April 22, 2007

Really Smooth Music

My good friend Rob was particularly disgusted by my Venerable Bede joke (sorry, Rob), so I’m going to try to make it up to him by posting one of his found history picks.

Video podcast Yacht Rock parodies the silky sounds of late-70s and early-80s pop acts like Steely Dan, Chicago, Hall and Oates, Toto, and Christopher Cross, in each episode reenacting the “secret history” of a different yacht rock classic. As host Hollywood Steve tells us from his “music nook”:

From 1976-1984 the radio airwaves were dominated by really smooth music, also known as Yacht Rock. These yacht rockers docked a remarkable fleet of number one hits, and every song has a story behind it.

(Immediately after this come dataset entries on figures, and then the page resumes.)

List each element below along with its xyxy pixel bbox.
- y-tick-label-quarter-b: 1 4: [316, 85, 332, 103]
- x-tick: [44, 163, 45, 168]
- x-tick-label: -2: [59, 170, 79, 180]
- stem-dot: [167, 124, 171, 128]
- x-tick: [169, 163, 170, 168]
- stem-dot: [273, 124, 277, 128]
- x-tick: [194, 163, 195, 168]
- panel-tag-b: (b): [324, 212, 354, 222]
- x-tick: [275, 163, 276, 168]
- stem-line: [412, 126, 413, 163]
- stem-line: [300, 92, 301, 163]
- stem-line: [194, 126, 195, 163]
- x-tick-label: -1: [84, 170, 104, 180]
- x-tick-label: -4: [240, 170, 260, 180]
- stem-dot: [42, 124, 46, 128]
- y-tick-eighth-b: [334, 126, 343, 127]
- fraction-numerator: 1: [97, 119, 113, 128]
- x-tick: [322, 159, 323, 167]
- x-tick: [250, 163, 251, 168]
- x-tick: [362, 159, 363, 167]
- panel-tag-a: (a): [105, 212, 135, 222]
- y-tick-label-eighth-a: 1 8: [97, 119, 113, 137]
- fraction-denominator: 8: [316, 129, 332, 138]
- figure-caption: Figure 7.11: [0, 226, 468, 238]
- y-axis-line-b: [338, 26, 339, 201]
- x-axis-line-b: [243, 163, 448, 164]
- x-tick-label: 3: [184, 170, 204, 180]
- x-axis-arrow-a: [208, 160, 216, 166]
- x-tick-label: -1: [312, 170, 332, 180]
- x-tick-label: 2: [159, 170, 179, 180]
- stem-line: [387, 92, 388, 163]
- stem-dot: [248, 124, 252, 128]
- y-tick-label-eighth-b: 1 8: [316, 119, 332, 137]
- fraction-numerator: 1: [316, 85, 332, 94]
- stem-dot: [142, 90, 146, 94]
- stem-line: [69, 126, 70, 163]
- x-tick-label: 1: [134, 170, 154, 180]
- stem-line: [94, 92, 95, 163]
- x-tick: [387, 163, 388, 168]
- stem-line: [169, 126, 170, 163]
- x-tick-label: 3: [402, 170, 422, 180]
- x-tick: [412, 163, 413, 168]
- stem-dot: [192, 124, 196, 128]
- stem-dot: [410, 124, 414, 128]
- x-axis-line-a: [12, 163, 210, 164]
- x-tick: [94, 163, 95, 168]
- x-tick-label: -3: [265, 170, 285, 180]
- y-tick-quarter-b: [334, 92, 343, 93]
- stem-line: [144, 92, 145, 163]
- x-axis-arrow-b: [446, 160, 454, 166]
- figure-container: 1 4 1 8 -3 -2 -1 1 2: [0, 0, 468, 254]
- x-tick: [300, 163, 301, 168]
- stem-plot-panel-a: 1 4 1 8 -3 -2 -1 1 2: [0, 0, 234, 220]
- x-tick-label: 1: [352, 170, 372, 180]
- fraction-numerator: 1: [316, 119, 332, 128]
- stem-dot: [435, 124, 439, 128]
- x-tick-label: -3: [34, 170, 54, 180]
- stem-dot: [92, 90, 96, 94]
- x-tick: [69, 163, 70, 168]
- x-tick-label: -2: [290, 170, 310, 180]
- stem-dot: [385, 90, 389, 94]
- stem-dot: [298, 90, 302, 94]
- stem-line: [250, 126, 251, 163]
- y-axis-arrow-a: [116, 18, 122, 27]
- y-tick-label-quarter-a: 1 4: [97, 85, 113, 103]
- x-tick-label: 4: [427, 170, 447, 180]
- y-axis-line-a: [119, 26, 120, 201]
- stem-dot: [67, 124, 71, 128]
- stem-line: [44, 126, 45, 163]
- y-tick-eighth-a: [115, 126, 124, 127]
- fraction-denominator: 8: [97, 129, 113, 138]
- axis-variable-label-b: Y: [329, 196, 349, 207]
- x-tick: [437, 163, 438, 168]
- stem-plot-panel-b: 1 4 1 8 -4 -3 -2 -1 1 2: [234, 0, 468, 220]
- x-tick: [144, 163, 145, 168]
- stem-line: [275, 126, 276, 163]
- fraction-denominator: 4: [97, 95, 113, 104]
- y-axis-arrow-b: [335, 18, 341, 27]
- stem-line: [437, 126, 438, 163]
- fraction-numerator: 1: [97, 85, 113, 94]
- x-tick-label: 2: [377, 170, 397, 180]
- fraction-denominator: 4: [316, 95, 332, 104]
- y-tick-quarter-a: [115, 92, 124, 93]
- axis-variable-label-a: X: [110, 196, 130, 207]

Let me tell you one.

Episode 1, for example, tells the story of how new Doobie Brothers member, Michael McDonald (with help from former Loggins and Messina front man Kenny Loggins) came to write “What a fool Believes,” transforming the Doobies’ earlier, guitar-rock sound into the yacht rock of their later years. Episode 2 documents the 1978 “back alley” song writing duel between Loggins and McDonald and yacht rock bad boys Hall and Oates. Episode 3 explains Loggins’ transition from the smooth sounds of yacht rock to the rockin’ beats of his Caddyshack and Top Gun years. Episode 6 is the most overtly “historical” of the bunch, featuring piercing insights from Ferris State University history professor, Dr. “Big Rapids” Gary Huey. Huey provides the Plymouth Plantation pre-history of yacht rock, complete with a doubly-anachronistic cameo by none other than Jethro Tull (appearing here as a kind of unholy hybrid of the 18th century agriculturalist and the 1970s hard rock flutist, Ian Anderson). From there it just gets weirder.

Have a good weekend, and in the immortal words of yacht rock producer, Koko Goldstein, “don’t loose the smooth.” Now I’m off to find me an ice cold Tab.